“Bless me, Father, for I have sinned…”
This might be one of the most difficult columns I’ve ever penned because it’s a confession about my role in abusing, bullying and humiliating another human being. I’ve finally mustered the courage to tell the tale.
My family and I arrived in Wayland at the house on South Main on Aug. 18, 1962. I had attended different schools every year since third grade (1957) and I was worn out from being the “new kid in school,” even feeling desperate to gain friends and allies quickly because I had been isolated and bullied in seventh grade.
On the first day of school in September, I struck up a friendship with two people sitting next to me because they also were new to Wayland High School as freshmen. One faded quickly, but the other, James Tolhurst, was very willing to be my pal. I later understood he was even more desperate than I was.
We walked around town together and stopped in at the local Pool Hall, where sophomores Mark Wakeman and Jack Wolf greeted us with great jocularity. They were constantly laughing, and when we left the premises, Wakeman hollered, “Bye Dave, bye Percy.”
That nickname stuck with poor James Tolhurst for a long time afterward. It wasn’t long before I came to the conclusion that he wasn’t popular. In fact, he appeared to be a social leper.
Tolhurst was a scrawny adolescent with funny-looking glasses and mis-shapen teeth and a pear-shaped head. I almost immediately began to withdraw from my “friendship” with him for fear I too would become the butt of many jokes and taunting. I started to hang out instead with an undesirable element in desperate attempts to avoid a repeat of my seventh grade misery.
Meanwhile, “Percy” took to hanging out with an older man with a limp and the two unusual fellows could be seen walking all over town without much else to do.
The needling, humiliation, bullying and ill treatment of Tolhurst was relentless. It was so bad that even some teachers joined in the “fun.”
Tom Miller just last week said he and Scott Chesebro rescued Tolhurst after seeing him being taunted and bullied by younger children on the playground.
In Tolhurst’s sophomore year, 1963-64, he came to school every day, sat at his desk, didn’t say a word and stared at the floor. Teachers would insult him, but he offered no resistance, no explanations.
In late January 1964, after he reached his 16th birthday, I saw a circular to teachers telling them to eliminate him from their enrollment lists. He had dropped out very quietly. Afterward, I did see him walking with the older limping man in town and overheard a passing motorist yell “Percy!” He replied emphatically, “Eat me!”
When Roy Orbison came out with the No. 1 song “Pretty Woman” in the fall of ’64, I joined in changing the lyrics to:
“Jimmy Tolhurst, walking down the street,
Jimmy Tolhurst, you’ve just got to meet,
I don’t believe you, you’re not the truth, no one could look as cool as you… Percy!”
Over the years I have grown to regret my complicity in this horribly unacceptable treatment. The 1980 movie “The Elephant Man” tugged at my conscience, especially when John Marley cries out to his attackers, “I am not an animal! I am a human being!”
Then I remembered all those nature documentaries that taught us that predators almost always pick out the one in the herd they perceive to be the weakest and target it for dinner. I suppose we fancy ourselves as being above brutal animals, but sometimes we behave just like them, making me wonder if we’ve really evolved at all.
It really bothered me about 20 years ago when my eldest child, Robert, approached me cautiously and asked what prejudice was. I tried my best to explain and later learned he had taken part in bullying and taunting a black child on an elementary playground. The boy left the school district not long afterward.
Robby said he was truly sorry. As am I.
To this day, I don’t know what happened to James Tolhurst and I’ll bet I haven’t seen him in 50 years. Tom Miller said he thought he died of cancer. And I never had a chance to tell him how profoundly sorry I was for my behavior. No one deserves that kind of treatment.
” I started to hang out instead with an undesirable element in desperate attempts to avoid a repeat of my seventh grade misery.” Hold on there Pard. The worst I ever did when we were friends was try and cheat at NEGAMCO!! LOL!!
Robert, as much as I think you’ve quaffed the Kool-Aid, you were not one of the “undesirables” (or deplorables) I was writing about. I think you know who I meant.
Dave, I too knew James Tolhurst. I believe they moved to Wayland from Martin. He had a brother Gary, who was in my class (1968). They were no doubt, different, but as you say, not deserving of their treatment. I don’t actually remember them being bullied, per se, but I know they were treated differently, because they were different. Thanks for sharing. I never knew what happened to them, other than they were no longer in Martin.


Exercise prompt:
Transcribe the listing word for word.

───── Records for this task ─────

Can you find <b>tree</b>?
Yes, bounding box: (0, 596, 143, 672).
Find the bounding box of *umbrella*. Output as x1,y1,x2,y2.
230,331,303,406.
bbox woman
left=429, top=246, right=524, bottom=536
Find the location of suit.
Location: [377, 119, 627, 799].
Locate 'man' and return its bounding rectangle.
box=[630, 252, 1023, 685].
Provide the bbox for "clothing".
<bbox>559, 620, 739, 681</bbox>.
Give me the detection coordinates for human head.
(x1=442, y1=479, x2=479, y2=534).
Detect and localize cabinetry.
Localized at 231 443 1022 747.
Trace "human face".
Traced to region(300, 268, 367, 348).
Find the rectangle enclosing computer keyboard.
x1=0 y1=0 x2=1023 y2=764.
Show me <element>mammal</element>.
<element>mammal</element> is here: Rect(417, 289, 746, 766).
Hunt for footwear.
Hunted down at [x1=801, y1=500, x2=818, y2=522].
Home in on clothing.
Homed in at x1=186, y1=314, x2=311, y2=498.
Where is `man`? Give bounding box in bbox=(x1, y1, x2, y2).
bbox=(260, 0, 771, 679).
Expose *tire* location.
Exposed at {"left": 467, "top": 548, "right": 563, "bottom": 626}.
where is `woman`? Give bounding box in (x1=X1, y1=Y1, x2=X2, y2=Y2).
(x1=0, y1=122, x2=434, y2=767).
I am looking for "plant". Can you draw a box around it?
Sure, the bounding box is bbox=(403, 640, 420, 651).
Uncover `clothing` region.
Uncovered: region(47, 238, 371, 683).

─────

Finished exercise:
Can you find <b>tree</b>?
Yes, bounding box: (0, 596, 143, 672).
Find the bounding box of *umbrella*. Output as x1,y1,x2,y2.
230,331,303,406.
bbox woman
left=429, top=246, right=524, bottom=536
Find the location of suit.
Location: [377, 119, 627, 799].
Locate 'man' and return its bounding rectangle.
box=[630, 252, 1023, 685].
Provide the bbox for "clothing".
<bbox>559, 620, 739, 681</bbox>.
Give me the detection coordinates for human head.
(x1=442, y1=479, x2=479, y2=534).
Detect and localize cabinetry.
Localized at 231 443 1022 747.
Trace "human face".
Traced to region(300, 268, 367, 348).
Find the rectangle enclosing computer keyboard.
x1=0 y1=0 x2=1023 y2=764.
Show me <element>mammal</element>.
<element>mammal</element> is here: Rect(417, 289, 746, 766).
Hunt for footwear.
Hunted down at [x1=801, y1=500, x2=818, y2=522].
Home in on clothing.
Homed in at x1=186, y1=314, x2=311, y2=498.
Where is `man`? Give bounding box in bbox=(x1, y1, x2, y2).
bbox=(260, 0, 771, 679).
Expose *tire* location.
Exposed at {"left": 467, "top": 548, "right": 563, "bottom": 626}.
where is `woman`? Give bounding box in (x1=X1, y1=Y1, x2=X2, y2=Y2).
(x1=0, y1=122, x2=434, y2=767).
I am looking for "plant". Can you draw a box around it?
Sure, the bounding box is bbox=(403, 640, 420, 651).
Uncover `clothing` region.
Uncovered: region(47, 238, 371, 683).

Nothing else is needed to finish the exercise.